A huge issue for a lot of people are whitespace in file names (which I
still fail to see why). I like them. It looks a lot more natural to me, and
seriously, if you are able to write proper shell scripts, whitespace is
really just another character. Because of that, arename.pl was not able to
replace whitespace with underscores (I just couldn't motivate myself to
invent a useful replacement implementation).

With version 1.1 it got the ability to define hooks; Perl code, which is
called at certain events during the script's execution. And guess what:
Perl has this crazily flexible regular expression engine. BAM, there you
got your replacements.

Lets say, you got this in ~/.arename.hooks:

sub replace_spaces_by_underscore {
    my ($namespace, $templateref, $datref) = @_;
    $$templateref =~ s/\s+/_/g;
}
register_hook('post_expand_template', \&replace_spaces_by_underscore);

...and you're done.

Hooks can do all sorts of stuff and there are more then 25 events in the
code when they are triggered. If you solve a problem by using hooks, let me
know. The example hooks file in the arename.pl package can always use new
entries. :-)


Alright, this should give you a little more insight on how you could use
those little helpers. They really do work for me and better than anything
else I used before. And I use them on my own audio files. So, yes I
consider them stable enough to handle my data. I do use the dry-run options
to both programs very regularly, though. Safety first.

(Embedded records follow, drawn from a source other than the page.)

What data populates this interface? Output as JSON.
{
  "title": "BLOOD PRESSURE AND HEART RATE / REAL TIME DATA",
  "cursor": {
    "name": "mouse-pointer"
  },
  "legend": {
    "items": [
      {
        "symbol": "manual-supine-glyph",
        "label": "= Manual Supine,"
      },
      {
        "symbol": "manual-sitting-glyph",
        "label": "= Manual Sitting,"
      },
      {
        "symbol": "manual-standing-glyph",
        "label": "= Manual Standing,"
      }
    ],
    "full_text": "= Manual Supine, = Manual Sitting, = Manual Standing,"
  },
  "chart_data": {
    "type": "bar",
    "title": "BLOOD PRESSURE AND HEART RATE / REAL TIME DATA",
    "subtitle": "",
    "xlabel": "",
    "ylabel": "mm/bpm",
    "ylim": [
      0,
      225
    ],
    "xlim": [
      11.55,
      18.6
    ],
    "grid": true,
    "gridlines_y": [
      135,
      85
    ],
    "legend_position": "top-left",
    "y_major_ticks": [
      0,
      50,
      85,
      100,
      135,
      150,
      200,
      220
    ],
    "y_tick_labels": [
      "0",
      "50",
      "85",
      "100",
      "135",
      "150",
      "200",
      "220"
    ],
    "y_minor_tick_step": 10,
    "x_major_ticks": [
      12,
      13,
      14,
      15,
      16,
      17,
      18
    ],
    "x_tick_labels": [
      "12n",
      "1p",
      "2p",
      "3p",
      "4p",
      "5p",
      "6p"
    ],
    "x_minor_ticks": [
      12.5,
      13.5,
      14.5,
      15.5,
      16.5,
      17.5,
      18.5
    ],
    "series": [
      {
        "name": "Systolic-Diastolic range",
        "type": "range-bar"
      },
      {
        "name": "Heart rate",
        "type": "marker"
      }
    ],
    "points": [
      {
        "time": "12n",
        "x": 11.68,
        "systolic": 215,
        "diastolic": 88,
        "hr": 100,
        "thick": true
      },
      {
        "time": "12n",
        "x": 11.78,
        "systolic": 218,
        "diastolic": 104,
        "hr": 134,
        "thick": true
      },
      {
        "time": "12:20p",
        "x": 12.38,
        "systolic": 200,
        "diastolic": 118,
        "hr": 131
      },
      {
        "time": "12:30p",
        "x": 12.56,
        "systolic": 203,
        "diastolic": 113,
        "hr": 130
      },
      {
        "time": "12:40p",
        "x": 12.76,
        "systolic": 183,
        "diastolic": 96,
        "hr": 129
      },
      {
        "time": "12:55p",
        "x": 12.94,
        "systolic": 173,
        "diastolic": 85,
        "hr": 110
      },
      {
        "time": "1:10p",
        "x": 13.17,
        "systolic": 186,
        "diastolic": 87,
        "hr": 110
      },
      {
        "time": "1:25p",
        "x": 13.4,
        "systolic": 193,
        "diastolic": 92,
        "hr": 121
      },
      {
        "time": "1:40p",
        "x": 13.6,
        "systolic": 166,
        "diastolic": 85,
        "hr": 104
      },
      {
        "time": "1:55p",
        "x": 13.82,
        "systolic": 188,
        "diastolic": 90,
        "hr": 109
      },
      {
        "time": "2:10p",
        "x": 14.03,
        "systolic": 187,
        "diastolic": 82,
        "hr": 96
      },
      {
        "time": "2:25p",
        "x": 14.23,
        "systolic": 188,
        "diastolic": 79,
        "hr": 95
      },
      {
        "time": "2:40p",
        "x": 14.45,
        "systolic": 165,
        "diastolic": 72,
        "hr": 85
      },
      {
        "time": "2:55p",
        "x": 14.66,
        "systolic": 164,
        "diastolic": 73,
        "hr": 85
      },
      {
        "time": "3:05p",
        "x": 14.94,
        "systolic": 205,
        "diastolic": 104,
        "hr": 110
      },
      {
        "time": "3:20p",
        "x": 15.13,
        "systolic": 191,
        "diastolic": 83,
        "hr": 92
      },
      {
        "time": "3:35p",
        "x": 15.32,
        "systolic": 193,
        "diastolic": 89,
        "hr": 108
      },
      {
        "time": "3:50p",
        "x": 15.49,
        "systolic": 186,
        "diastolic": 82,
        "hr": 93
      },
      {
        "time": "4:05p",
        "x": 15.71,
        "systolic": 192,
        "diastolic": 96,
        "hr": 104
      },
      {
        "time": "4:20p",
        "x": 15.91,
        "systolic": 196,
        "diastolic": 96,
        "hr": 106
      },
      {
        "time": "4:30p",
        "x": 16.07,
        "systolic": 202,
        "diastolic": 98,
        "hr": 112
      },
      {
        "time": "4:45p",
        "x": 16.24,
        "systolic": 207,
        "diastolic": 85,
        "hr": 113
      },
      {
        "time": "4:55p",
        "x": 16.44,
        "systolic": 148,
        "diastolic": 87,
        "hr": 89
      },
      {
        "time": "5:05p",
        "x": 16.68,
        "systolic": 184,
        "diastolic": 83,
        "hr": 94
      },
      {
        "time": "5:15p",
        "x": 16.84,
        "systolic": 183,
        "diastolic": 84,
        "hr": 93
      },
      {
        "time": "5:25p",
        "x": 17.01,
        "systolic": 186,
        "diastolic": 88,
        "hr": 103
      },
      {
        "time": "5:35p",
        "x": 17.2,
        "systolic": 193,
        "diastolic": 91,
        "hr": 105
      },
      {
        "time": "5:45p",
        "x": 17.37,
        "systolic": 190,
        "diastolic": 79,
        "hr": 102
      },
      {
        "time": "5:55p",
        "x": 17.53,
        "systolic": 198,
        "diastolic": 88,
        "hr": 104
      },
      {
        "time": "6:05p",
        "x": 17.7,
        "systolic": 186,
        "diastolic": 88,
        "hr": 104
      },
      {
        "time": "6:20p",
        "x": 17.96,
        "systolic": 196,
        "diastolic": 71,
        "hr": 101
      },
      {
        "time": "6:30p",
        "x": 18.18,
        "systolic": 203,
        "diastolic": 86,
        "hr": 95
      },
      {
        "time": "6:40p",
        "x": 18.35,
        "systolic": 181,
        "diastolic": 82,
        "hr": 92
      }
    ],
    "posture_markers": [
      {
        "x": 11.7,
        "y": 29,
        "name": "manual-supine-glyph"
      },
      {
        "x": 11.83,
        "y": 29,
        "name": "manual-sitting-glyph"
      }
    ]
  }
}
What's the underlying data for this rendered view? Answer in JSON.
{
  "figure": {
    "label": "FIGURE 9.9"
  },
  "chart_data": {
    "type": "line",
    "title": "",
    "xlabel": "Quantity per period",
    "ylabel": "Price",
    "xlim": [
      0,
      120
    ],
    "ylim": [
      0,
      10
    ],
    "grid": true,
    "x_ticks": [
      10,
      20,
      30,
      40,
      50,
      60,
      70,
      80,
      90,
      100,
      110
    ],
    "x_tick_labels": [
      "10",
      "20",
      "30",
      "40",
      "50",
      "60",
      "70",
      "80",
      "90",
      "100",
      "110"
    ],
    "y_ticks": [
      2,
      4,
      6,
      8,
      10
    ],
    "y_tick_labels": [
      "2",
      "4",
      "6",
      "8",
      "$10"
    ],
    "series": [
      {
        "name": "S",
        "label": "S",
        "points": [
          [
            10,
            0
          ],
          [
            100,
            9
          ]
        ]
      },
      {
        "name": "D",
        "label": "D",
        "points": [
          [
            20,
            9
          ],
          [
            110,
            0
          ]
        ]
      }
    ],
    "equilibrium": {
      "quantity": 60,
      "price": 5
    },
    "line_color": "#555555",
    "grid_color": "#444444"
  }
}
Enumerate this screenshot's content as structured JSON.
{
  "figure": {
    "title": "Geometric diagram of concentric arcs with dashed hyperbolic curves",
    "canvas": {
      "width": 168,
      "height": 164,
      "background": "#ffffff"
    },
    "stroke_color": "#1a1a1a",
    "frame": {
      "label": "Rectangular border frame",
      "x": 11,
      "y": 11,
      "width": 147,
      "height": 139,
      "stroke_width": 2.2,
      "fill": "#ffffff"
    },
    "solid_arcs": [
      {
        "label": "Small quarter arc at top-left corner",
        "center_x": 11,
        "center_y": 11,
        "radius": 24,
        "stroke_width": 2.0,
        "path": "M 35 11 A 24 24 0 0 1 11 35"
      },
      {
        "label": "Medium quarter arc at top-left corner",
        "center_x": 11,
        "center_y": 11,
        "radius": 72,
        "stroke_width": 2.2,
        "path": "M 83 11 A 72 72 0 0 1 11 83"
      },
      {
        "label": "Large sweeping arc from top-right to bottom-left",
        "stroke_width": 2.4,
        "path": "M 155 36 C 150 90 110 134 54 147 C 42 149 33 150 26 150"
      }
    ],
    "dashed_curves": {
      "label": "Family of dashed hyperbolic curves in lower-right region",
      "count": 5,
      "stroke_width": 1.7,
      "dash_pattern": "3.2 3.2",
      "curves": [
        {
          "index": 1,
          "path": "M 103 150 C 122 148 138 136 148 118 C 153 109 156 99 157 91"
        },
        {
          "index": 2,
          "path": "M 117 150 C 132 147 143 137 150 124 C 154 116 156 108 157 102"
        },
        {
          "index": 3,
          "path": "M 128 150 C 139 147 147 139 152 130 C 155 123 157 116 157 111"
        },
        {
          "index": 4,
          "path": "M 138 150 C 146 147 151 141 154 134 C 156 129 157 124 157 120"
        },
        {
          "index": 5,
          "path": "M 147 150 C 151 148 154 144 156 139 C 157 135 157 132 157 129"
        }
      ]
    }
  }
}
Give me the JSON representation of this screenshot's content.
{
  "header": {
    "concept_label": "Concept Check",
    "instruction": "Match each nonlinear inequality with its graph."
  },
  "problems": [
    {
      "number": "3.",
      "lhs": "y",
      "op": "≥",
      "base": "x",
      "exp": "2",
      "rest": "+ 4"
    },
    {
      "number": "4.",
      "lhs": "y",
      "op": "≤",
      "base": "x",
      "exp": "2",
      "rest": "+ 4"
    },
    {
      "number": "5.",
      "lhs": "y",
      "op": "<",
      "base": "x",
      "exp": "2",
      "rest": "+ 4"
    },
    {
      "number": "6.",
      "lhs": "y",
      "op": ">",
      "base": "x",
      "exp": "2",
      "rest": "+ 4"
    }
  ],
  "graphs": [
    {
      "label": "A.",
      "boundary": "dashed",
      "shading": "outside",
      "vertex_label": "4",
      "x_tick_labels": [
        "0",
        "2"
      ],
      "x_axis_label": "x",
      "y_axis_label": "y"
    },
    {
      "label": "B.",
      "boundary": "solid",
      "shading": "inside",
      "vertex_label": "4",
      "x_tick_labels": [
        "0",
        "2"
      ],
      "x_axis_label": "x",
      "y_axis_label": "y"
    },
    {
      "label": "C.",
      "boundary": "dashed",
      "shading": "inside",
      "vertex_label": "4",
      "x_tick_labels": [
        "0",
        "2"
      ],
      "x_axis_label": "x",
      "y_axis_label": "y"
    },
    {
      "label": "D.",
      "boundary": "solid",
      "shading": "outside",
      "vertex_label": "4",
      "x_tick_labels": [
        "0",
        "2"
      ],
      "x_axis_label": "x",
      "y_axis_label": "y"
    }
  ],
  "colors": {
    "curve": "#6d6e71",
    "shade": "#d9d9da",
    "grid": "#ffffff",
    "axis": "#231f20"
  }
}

If you read your way down here, you really seem to be interested. :-)
That means someone needs to tell you where to get those two:

As mentioned earlier in this blog, arename.pl can be found on its homepage.
Just grab the latest stable release and use it. Installation instructions
can be found in the README file. It's trivial. Honestly.

atag() is a bit different. Upto now, it was only part of my zsh-setup.
But since it does not rely on anything in my config, I thought, it would be
useful to have a seperate tarball, to ease fetching the functions.
The tarball does *not* create a subdirectory. Just extract it somewhere in
your shell's $fpath, restart zsh and things should work.